- _Task directions_
Return only that part of the material below which starts with the line containing "Find the location of a particular element. This" and goes on through the line containing "Identify the location of field-label: GROUP.", restated exactly.
※ ※ ※
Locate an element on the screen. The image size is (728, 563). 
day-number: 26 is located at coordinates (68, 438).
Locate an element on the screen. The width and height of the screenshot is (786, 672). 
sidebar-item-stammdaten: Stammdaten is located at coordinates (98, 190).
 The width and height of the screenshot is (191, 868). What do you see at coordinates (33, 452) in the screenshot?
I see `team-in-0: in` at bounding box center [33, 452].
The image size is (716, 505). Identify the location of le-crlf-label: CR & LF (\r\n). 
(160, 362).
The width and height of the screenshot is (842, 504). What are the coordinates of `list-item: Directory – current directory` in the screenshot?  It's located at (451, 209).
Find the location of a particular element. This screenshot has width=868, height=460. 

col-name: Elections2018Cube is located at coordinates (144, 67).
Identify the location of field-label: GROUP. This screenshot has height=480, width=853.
※ ※ ※
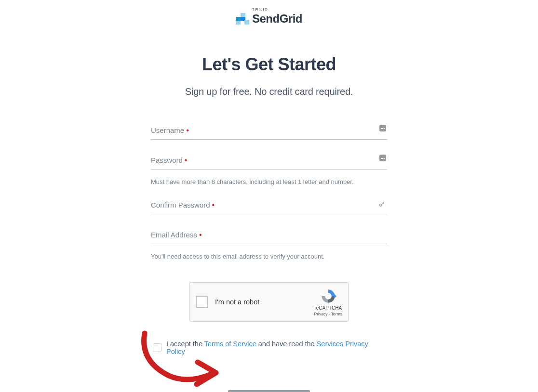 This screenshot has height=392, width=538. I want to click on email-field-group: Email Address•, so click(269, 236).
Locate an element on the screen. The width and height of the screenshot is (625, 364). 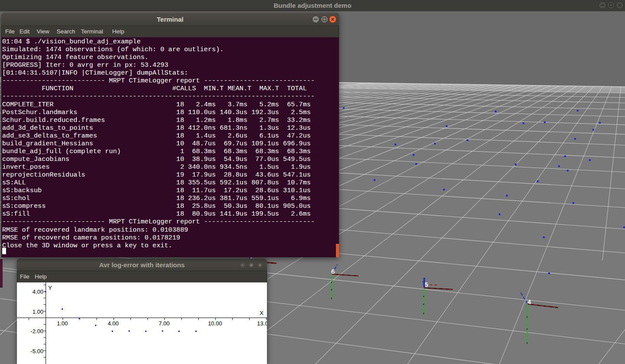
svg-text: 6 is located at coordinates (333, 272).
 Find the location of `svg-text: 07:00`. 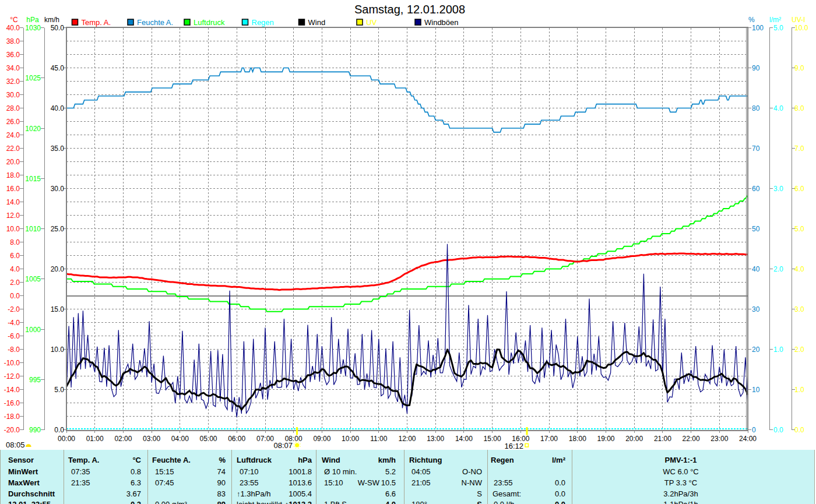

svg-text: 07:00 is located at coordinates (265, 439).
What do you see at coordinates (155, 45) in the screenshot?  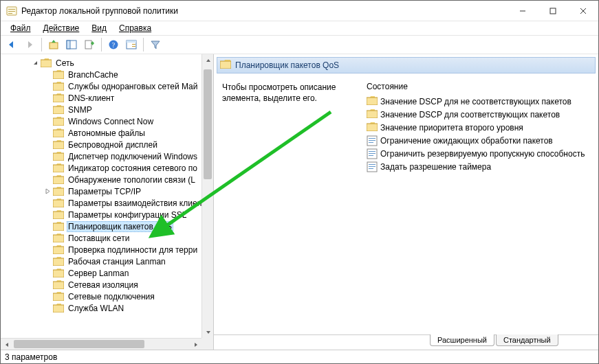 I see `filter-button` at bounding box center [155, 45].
※ ※ ※
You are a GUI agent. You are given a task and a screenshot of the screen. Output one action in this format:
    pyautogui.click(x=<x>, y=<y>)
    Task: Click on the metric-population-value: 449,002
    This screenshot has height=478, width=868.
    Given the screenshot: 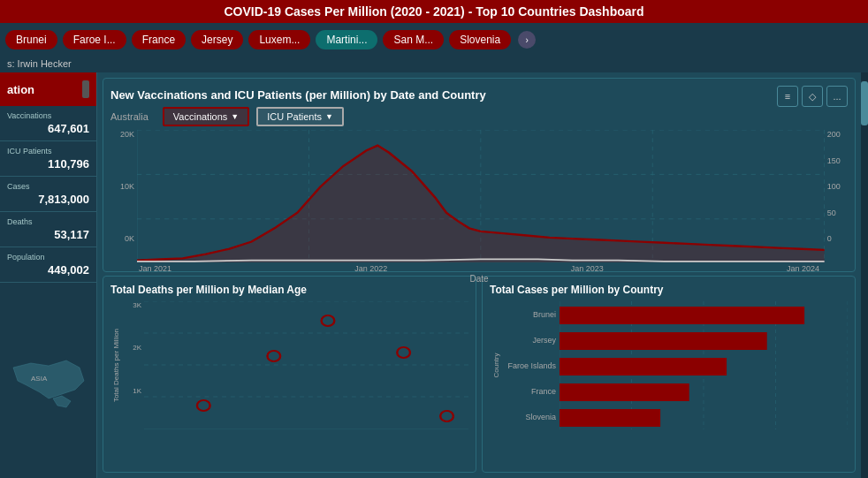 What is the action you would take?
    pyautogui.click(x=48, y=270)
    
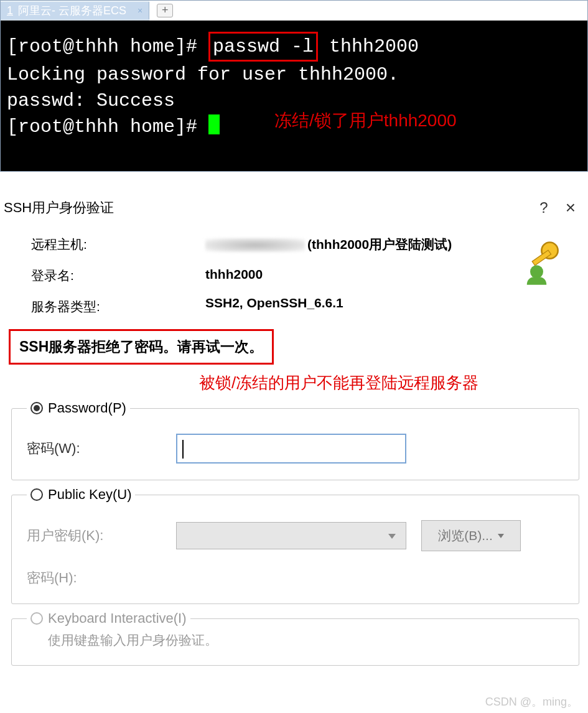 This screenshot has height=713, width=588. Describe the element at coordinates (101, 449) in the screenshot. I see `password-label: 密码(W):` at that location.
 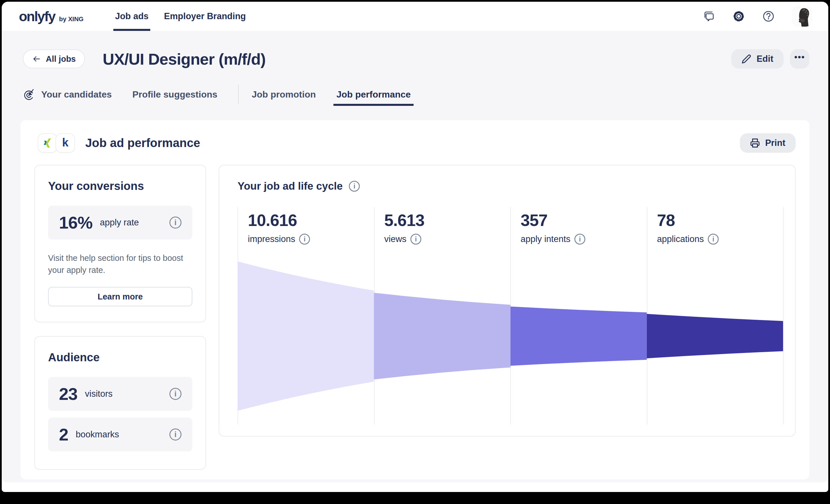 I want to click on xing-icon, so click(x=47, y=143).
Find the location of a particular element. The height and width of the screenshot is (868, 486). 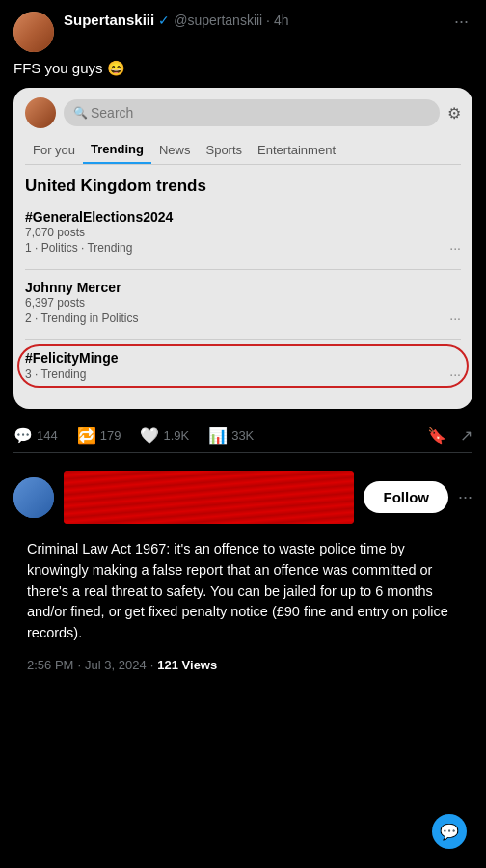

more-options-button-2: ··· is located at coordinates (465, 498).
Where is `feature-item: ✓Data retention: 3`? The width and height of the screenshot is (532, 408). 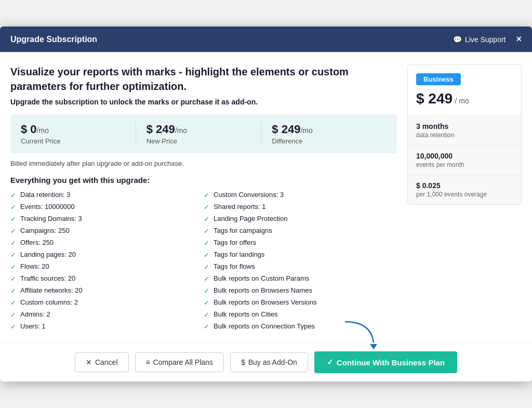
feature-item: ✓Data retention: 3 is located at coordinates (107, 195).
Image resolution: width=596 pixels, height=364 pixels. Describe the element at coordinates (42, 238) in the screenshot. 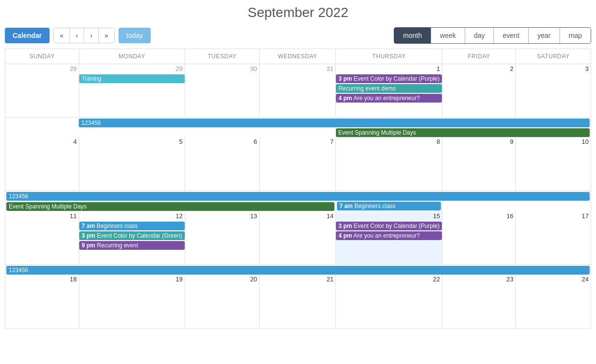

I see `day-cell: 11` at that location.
※ ※ ※
- _Worked solution_
Find the location of a particular element. This screenshot has width=868, height=460. 

col-name: Elections2018Cube is located at coordinates (144, 67).
Identify the location of field-label: GROUP. This screenshot has height=480, width=853.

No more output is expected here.